Jess wonders if she should follow Victoria’s advice and find a private urologist, a private oncologist, but she suspects that were she to try to do so she would find herself in exactly the same position, miserable and tongue-tied in front of the same Dr Newman, nervously awaiting an appointment with the same Mr Savandra, but in a different hospital with more sprightly foreign receptionists wearing more lipstick. It hardly seems worth it. Sylvie reassures her that the NHS is quite capable of coping with Anna; she promises to alert Jess if she suspects any neglect, if she can see any better option.
Sylvie is a friend in need. Jess would never have known she would need expert advice on diseases of the bladder, and Sylvie did not train in adult life in order to be there at the right moment to advise Jess. That’s not how life arranges itself. But so it happened.

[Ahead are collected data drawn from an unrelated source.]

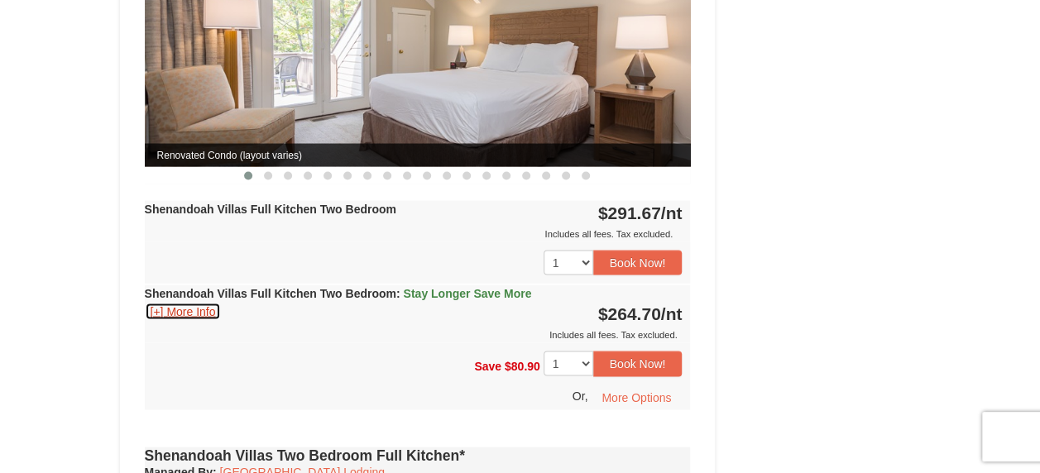  What do you see at coordinates (636, 397) in the screenshot?
I see `button: More Options` at bounding box center [636, 397].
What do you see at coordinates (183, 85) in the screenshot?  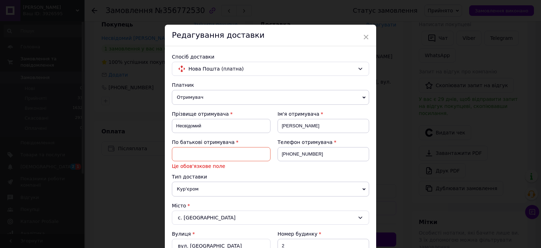 I see `span: Платник` at bounding box center [183, 85].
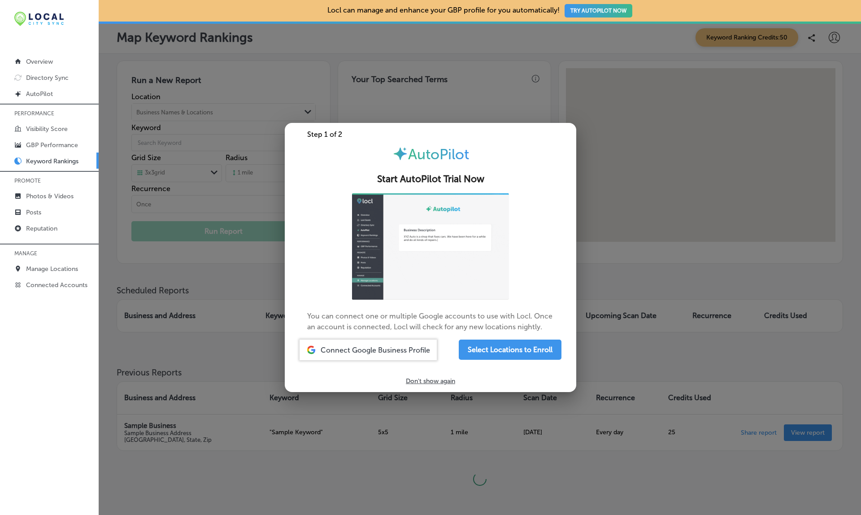  I want to click on span: Connect Google Business Profile, so click(375, 350).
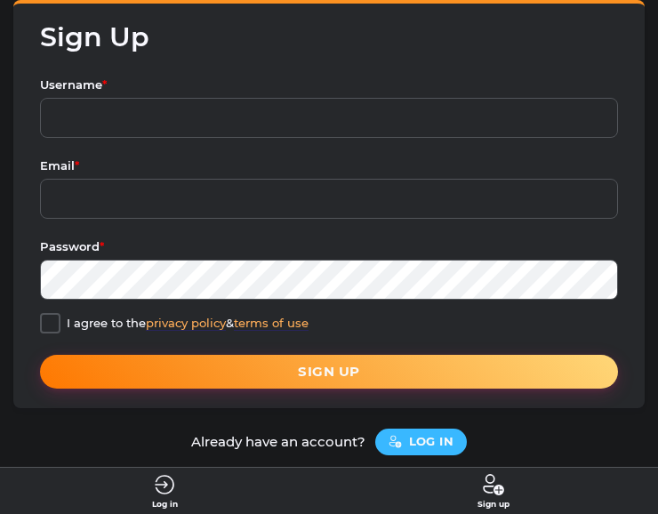 The image size is (658, 514). I want to click on span: Already have an account?, so click(278, 441).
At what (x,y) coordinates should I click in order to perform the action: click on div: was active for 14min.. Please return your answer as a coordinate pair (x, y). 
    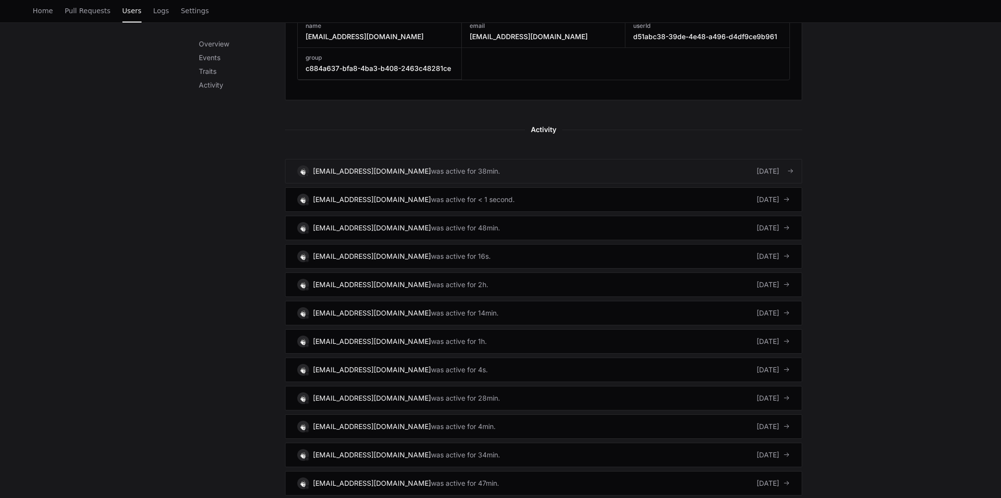
    Looking at the image, I should click on (465, 313).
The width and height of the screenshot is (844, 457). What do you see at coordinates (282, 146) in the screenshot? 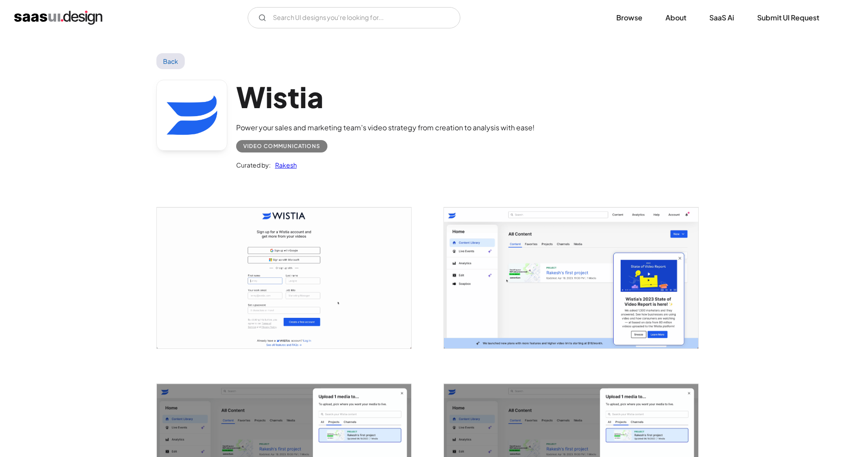
I see `div: Video Communications` at bounding box center [282, 146].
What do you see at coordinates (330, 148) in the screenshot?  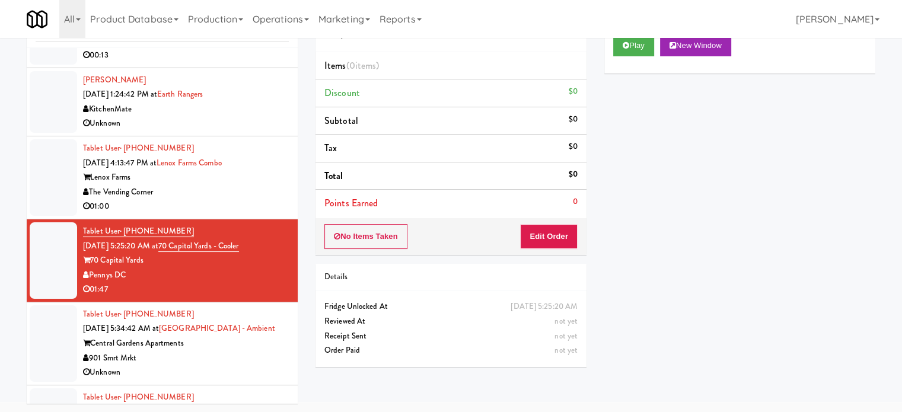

During the long anxious hours of waiting, during the hospital visits and the intravenous chemotherapy, Jess plays little countdown games to pass the time. She recites poems to herself silently, she does the Short Crossword, she embarks on a blue-and-yellow tapestry in Bargello stitch, she counts backwards from 500 to nought, she recites nursery rhymes. She cannot concentrate on the book on homelessness and dementia that she is meant to be reviewing, although her thoughts do turn to Raoul and Ursula from time to time. It was in their interests she offered to take on the book, but their interests will have to wait a while.
She shuts her eyes and summons up a vision of herself and Anna sitting by an African lake. It is a picture that develops in strength and in detail like a photographic plate. When Anna is cured, they will go to Africa and sit by the lake. They should have gone earlier. Anna had not at first shown much interest in Africa, but Jess has managed to impart to her some eagerness, some mercifully distracting curiosity. Z is for Zebra comes to their aid. She tells Anna the story of Mungo Park, the poor Scotsman who was so brave and so lonely and so well meaning. Anna likes this story. She particularly likes the bit about the black woman who ta
kes pity on Mungo and sings the song about the poor white man who has no mother.
Pity the poor white man, no mother has he . . .
The bereavement journey, the consolation cruise, the anniversary celebration, the fatal illness adventure. The lifetime trip to the Galapagos, for which one can ignore one’s anxieties about carbon miles and footprints. One will so very soon be dead, and returning in the body to carbon inert, carbon reclaimed, so why worry?
The month in a palazzo in Venice, the trip to the Great Barrier Reef, the island in the Seychelles.
Angkor Wat, the Taj Mahal.
The price of an easy divorce.
Guy Brighouse, one of whose many dubious mates ran adventure safaris in East Africa, had told Jess the story of a woman who, believing herself to be dying of ovarian cancer, had embarked on the riskiest safari of all, exposing herself to rogue elephants, lions and hippopotami, but, despite having to swim from a capsized dugout through crocodile-infested waters and being charged by a rogue buffalo, she seemed unable to die or to get herself killed. She emerged unshaken from a singlepropeller aeroplane that had to make a forced landing in the bush, and she allowed mosquitoes and tsetse flies to feast freely on her flesh. She was indestructible. One of the guides of the party died protecting his flock, but Elissa Freegard survived whatever came her way.
It’s a pity that Anna has lost her appetite. She tries, gamely, to pretend to continue to enjoy her food, but Jess can tell she’s not hungry Enjoying their simple meals together had meant a lot to Jess and Anna.